Founded in 1863, the Austrian Museum for Art and Industry was the first institution on the continent to implement the principles of design reform originating from London's South Kensington Museum. This article analyses the debates that emerged in the 1870s between curators at the Museum and German theorists regarding historicism in arts and crafts reform. The nationalist fervour associated with the northern German Neo-Renaissance in the Wilhelmine Empire prompted Viennese theorists to search for ways of creating a similar patriotic focus for the many nationalities within Cisleithania. The models they promoted included the Italian Renaissance, folk arts and the Austrian Biedermeier.

German
Das Österreichische Museum für Kunst und Industrie, gegründet 1863, war das erste Institut seiner Art auf dem europäischen Festland, das die Prinzipien des Kunsthandwerks implementierte, wie sie am Londoner South Kensington Museum formuliert worden waren. Dieser Artikel analysiert die in den 1870er zwischen den Kuratoren am Museum und deutschen Theoretikern ausgebrochene Debatte über die Rolle des Historizismus in der Reform des Kunsthandwerks. Die nationalistische Leidenschaftlichkeit, mit der die norddeutsche Neo-Renaissance im Wilhelminischen Reich gepflegt wurde, trieb die Wiener Theoretiker dazu an, einen ähnlich patriotischen Ansatz für die verschiedenen Nationalitäten Cisleithaniens zu finden. Sie lehnten sich dabei an die italienische Renaissance, die sogenannte `Volkskunst' und den österreichischen Biedermeier an.
More about this publication?
  • Austrian Studies is an annual journal reflecting sustained interest in the distinctive cultural traditions of the Habsburg Empire and the Austrian Republic. By publishing a wide range of articles in English, together with a selection of book reviews, it aims to make recent research accessible to a broadly based international readership.

    The focus is on Austrian culture from 1750 to the present. Literature is considered in relation to psychology, philosophy, political theory, music, theatre, film, and the visual arts. 'Austrian' includes German-language culture of former areas of the Habsburg Empire, such as Prague and the Bukovina, as well as the work of people of Austrian origin living abroad. Austrian interactions with other linguistic and ethnic groups -- the Jewish communities of Austria-Hungary, for example -- are also taken into account.
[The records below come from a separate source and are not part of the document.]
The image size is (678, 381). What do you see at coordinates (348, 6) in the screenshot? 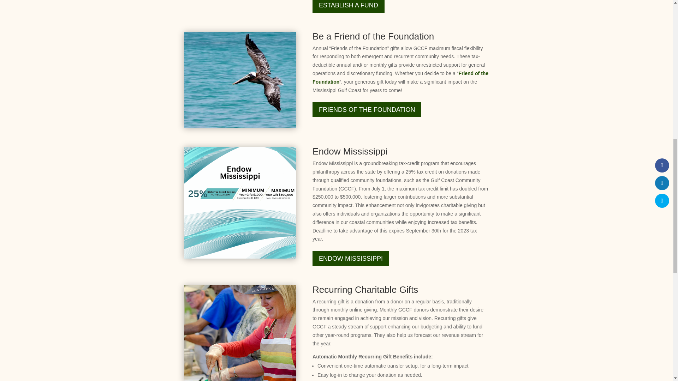
I see `ESTABLISH A FUND` at bounding box center [348, 6].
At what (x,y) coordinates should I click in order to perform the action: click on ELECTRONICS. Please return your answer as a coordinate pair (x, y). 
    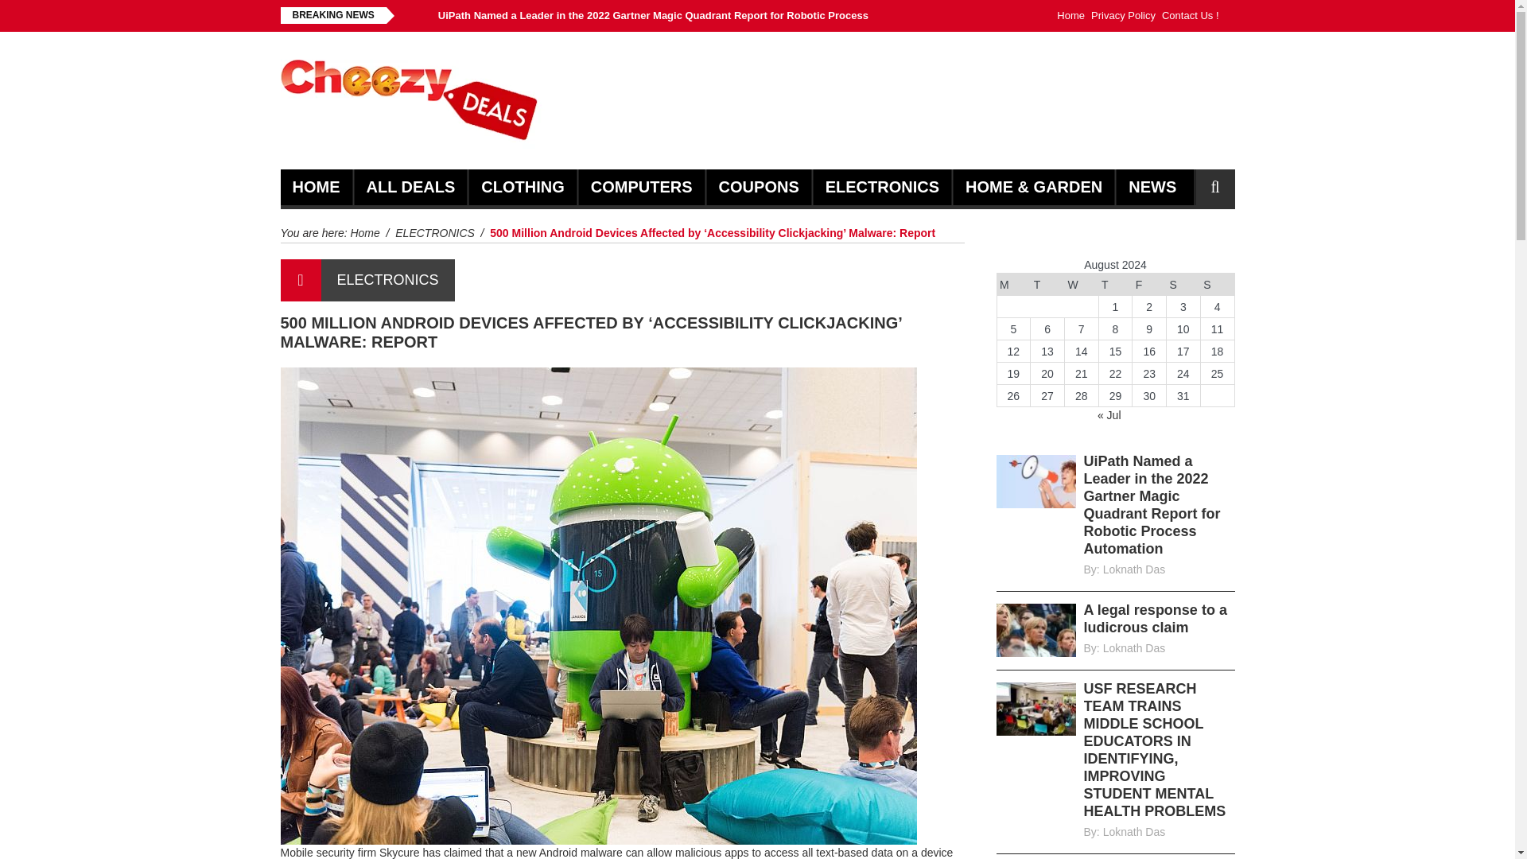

    Each volume of Austrian Studies has a coherent but broadly conceived theme, and reviews of the most important recent publications in the field of Austrian studies. Each volume also includes a number of substantial review essays devoted either to keeping readers up to date with major cultural debates and events, or to areas of scholarship in which activity has been particularly intense.